Your instructions:
In the entries below, find the line with "In order to click on sidebar-item-磁碟管理: 磁碟管理" and print exactly every line from there up to and including the line with "This screenshot has width=980, height=551.", with no other lines.

Data:
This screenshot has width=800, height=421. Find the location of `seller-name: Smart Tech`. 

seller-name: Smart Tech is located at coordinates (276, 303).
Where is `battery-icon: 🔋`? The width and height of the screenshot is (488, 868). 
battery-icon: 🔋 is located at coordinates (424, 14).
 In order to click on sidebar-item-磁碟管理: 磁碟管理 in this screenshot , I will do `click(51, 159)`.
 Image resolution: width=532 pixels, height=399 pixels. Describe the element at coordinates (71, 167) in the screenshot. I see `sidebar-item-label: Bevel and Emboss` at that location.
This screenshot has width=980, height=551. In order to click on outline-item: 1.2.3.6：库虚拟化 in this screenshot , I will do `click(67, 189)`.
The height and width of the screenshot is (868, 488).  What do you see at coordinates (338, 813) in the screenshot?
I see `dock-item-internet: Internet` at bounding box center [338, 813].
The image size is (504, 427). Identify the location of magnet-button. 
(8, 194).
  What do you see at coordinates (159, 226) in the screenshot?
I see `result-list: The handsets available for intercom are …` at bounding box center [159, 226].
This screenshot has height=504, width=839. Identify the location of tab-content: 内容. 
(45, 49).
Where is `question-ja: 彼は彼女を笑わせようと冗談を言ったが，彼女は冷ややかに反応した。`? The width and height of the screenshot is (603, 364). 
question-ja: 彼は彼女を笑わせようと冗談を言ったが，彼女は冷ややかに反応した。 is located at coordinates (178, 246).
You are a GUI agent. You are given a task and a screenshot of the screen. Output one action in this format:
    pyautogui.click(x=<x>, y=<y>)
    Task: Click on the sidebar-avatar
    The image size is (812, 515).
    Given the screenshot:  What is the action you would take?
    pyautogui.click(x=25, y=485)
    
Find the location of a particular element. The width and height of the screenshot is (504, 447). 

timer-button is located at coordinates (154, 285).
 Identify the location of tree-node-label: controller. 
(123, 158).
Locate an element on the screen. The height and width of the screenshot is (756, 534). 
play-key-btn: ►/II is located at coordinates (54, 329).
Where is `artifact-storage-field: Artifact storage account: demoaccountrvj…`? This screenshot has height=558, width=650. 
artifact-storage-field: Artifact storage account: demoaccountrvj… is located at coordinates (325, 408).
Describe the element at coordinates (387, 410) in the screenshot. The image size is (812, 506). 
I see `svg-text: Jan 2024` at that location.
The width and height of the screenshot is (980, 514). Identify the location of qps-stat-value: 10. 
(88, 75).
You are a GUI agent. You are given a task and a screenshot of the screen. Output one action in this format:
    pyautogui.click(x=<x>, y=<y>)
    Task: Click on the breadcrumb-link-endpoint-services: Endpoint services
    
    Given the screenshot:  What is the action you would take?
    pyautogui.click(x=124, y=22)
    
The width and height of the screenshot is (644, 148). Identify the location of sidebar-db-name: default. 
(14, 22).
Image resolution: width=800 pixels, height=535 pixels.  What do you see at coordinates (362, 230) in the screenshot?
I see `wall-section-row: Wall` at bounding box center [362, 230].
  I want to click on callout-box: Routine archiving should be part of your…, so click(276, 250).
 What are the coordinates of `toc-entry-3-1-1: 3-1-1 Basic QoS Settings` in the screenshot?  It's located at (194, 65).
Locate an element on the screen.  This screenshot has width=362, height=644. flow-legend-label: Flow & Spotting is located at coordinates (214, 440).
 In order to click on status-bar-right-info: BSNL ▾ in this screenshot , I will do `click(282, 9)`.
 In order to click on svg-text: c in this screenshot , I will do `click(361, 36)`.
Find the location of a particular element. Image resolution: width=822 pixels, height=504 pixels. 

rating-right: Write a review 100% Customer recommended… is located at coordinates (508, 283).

Answer section:
 In order to click on sidebar-item-磁碟管理: 磁碟管理 in this screenshot , I will do `click(51, 159)`.
 Image resolution: width=532 pixels, height=399 pixels. Describe the element at coordinates (71, 167) in the screenshot. I see `sidebar-item-label: Bevel and Emboss` at that location.
This screenshot has width=980, height=551. In order to click on outline-item: 1.2.3.6：库虚拟化 in this screenshot , I will do `click(67, 189)`.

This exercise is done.